Art History MA Students Reflect on their Teaching and Museum Internships  

A crowning element of John Cabot University’s Master of Arts (MA) in Art History is the “Professional Experience,” or internship, which MA students complete in their second year. Specialized professors of Art History, in collaboration with JCU Career Services, guide each student in locating an internship best suited to the student’s individual interests and professional objectives.

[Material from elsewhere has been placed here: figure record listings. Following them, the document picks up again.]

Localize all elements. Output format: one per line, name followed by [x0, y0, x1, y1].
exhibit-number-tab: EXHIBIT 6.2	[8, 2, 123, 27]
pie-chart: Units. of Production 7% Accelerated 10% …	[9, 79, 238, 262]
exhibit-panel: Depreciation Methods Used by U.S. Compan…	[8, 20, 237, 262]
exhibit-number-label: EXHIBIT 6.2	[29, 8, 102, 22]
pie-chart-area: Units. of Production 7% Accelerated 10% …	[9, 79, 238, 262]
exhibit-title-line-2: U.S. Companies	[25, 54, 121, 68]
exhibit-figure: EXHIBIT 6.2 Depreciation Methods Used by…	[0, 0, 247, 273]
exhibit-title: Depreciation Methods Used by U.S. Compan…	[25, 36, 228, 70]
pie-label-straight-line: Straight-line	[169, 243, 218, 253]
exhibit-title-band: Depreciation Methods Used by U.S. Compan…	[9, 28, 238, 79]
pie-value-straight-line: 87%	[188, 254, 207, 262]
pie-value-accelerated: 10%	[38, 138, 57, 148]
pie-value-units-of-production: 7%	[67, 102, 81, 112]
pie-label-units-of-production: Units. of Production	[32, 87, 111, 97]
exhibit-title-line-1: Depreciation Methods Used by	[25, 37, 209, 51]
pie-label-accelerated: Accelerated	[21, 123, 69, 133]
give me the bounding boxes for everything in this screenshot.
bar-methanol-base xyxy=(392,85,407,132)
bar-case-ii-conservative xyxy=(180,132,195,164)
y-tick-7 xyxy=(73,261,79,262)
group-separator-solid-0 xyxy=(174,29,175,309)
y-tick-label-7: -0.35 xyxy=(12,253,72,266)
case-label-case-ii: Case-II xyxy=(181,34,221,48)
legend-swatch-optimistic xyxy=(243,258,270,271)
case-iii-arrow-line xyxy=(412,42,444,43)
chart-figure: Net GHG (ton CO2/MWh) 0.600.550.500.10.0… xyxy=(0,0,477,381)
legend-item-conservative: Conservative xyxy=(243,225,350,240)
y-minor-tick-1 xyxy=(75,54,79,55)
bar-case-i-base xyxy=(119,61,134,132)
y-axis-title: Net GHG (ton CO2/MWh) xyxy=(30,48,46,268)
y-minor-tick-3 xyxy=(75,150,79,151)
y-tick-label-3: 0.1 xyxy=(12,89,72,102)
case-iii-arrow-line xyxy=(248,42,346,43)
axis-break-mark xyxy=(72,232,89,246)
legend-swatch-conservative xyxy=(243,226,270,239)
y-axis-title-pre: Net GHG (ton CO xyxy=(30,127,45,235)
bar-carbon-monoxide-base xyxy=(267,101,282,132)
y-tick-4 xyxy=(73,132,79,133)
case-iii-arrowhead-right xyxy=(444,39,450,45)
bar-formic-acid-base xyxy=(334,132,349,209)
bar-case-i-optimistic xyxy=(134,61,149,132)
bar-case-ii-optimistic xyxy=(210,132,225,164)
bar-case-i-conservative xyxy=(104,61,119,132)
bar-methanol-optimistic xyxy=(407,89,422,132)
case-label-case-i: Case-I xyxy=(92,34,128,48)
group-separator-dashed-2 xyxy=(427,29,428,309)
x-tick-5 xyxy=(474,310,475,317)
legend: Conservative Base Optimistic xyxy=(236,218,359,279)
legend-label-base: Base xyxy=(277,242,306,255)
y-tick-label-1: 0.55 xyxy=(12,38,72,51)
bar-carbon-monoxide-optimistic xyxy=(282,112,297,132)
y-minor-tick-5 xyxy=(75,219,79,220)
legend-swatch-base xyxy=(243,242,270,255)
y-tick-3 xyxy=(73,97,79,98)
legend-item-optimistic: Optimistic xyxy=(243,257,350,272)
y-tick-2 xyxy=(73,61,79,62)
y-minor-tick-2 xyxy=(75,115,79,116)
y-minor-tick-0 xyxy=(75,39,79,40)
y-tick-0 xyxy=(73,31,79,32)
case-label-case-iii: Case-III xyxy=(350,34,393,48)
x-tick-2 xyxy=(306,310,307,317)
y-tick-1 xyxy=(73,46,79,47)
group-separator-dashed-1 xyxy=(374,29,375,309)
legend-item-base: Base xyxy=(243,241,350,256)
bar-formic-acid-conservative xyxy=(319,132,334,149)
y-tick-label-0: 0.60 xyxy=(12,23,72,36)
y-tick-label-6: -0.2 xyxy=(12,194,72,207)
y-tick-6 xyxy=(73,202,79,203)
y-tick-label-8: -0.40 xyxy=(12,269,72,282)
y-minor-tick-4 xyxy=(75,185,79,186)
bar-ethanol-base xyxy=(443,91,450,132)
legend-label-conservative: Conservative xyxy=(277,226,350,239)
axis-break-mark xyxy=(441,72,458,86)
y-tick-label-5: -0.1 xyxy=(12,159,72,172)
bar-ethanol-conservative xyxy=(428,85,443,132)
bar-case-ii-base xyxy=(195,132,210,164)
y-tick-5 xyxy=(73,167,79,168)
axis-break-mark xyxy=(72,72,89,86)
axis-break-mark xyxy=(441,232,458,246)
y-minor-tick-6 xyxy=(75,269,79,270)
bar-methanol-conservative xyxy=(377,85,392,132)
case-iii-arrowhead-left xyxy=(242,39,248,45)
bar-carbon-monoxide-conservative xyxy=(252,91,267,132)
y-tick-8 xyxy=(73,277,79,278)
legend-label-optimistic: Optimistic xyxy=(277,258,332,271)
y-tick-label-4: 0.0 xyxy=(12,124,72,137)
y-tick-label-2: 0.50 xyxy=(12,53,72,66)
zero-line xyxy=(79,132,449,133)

The opportunities are rich and varied. They include teaching and research internships at John Cabot University and a wide variety of internships at important museums, research institutes, historic libraries, foundations, galleries, and studios in Rome and in other parts of Italy. MA Candidates – the official title for those who have completed the first-year requirements and embarked on their theses – can choose to do one internship, as required for the degree, or two different professional experiences (for example, one in teaching, another in a museum) if they elect to complete their theses over the course of a full academic year.

Bernat Racz


I worked as a teaching assistant for Professor Sharon Salvadori’s Medieval Rome and its Monuments undergraduate course. I knew that I was going to enjoy this experience, but I did not think that it would completely change the way I see education and research. It was a unique experience because Professor Salvadori, like the other professors in the program, is an incredibly talented lecturer. I loved preparing classes and discussing how to cover a certain “style” or century. I also delivered two lectures and shared my insights and challenges regarding readings and topics. It was a strange experience since I was speaking from the perspective of a fellow student and an instructor.  

Madeline Sterns

Madeline Sterns


I worked as teaching assistant for Professor Inge Hansen’s Introduction to Art-Historical Thinking course and interned at the Museo delle Civiltà (Museum of Civilizations). I gained invaluable one-on-one guidance from Professor Hansen on how to design a course syllabus. Her perspective on courses as roadmaps with skills and content goals in mind for students helped me solidify my ideas about long-term meaning in education. While at the Museo delle Civiltà, I assisted in the website remodeling process and marketing research. Occasionally, I worked in the bioarcheology lab with the museum’s in-house researchers on Bronze Age human remains. These working relationships and practical perspectives on art-historical museum work opened my eyes to career opportunities outside of academia.

Lindsay Maldari

Lindsay Maldari


I interned with the Istituto Amedeo Modigliani (IAM), a non-profit organization whose goal is to disseminate knowledge of and appreciation for the twentieth-century Italian artist Amedeo Modigliani. As an International Exhibition Intern, my duties primarily centered around scouting museums and cultural institutions across Europe to stage an experiential exhibition of Modigliani’s portraits. Having the opportunity to work in an Italian-language environment while also conducting English-language outreach with other European institutions enabled me to develop my confidence and capabilities in Italian while also augmenting my skillset in exhibition communications with a wide variety of museums and galleries.   

Chase Palliser

Chase Palliser


My internship was at the Drugstore Museum, where I worked with archaeological findings from an ancient Roman site. The museum is unusual: an ancient Rome necropolis and contemporary art space in the basement of a modern building where there was once a twenty-four-hour drugstore. As an intern, I was responsible for cleaning, preserving, and measuring ceramic finds and documenting and recording ceramic data from excavations along the via Portuense. I also planned events at the museum for an elementary school in Rome and for my colleagues at John Cabot University. I learned a great deal about museum education, including how to conduct tours for young school groups and universities. Throughout the internship, I worked closely with JCU Professor Cornelia Lauf, who was very inspiring. Although she specializes in contemporary art, Professor Lauf has many connections in art and archaeology that I have benefited from.

Lea Ramaswamy

Lea Ramaswamy


I completed an internship at Rome’s Museo delle Civiltà (Museum of Civilizations). It was one of the most surprising and exciting experiences I have had in the city. Located in the EUR neighborhood and built for the 1942 Universal Exposition of Rome under the fascist regime, the museum is a highly contested and problematic space. Its collections are derived from multiple Italian ethnographic and colonial collections that have not been contextualized until recently, with the museum’s new director, Andrea Villiani. During an incredibly tense moment in Italian politics, working at the museum was an eye-opening window into the dense network of bureaucracy inherent to a national institution of its variety.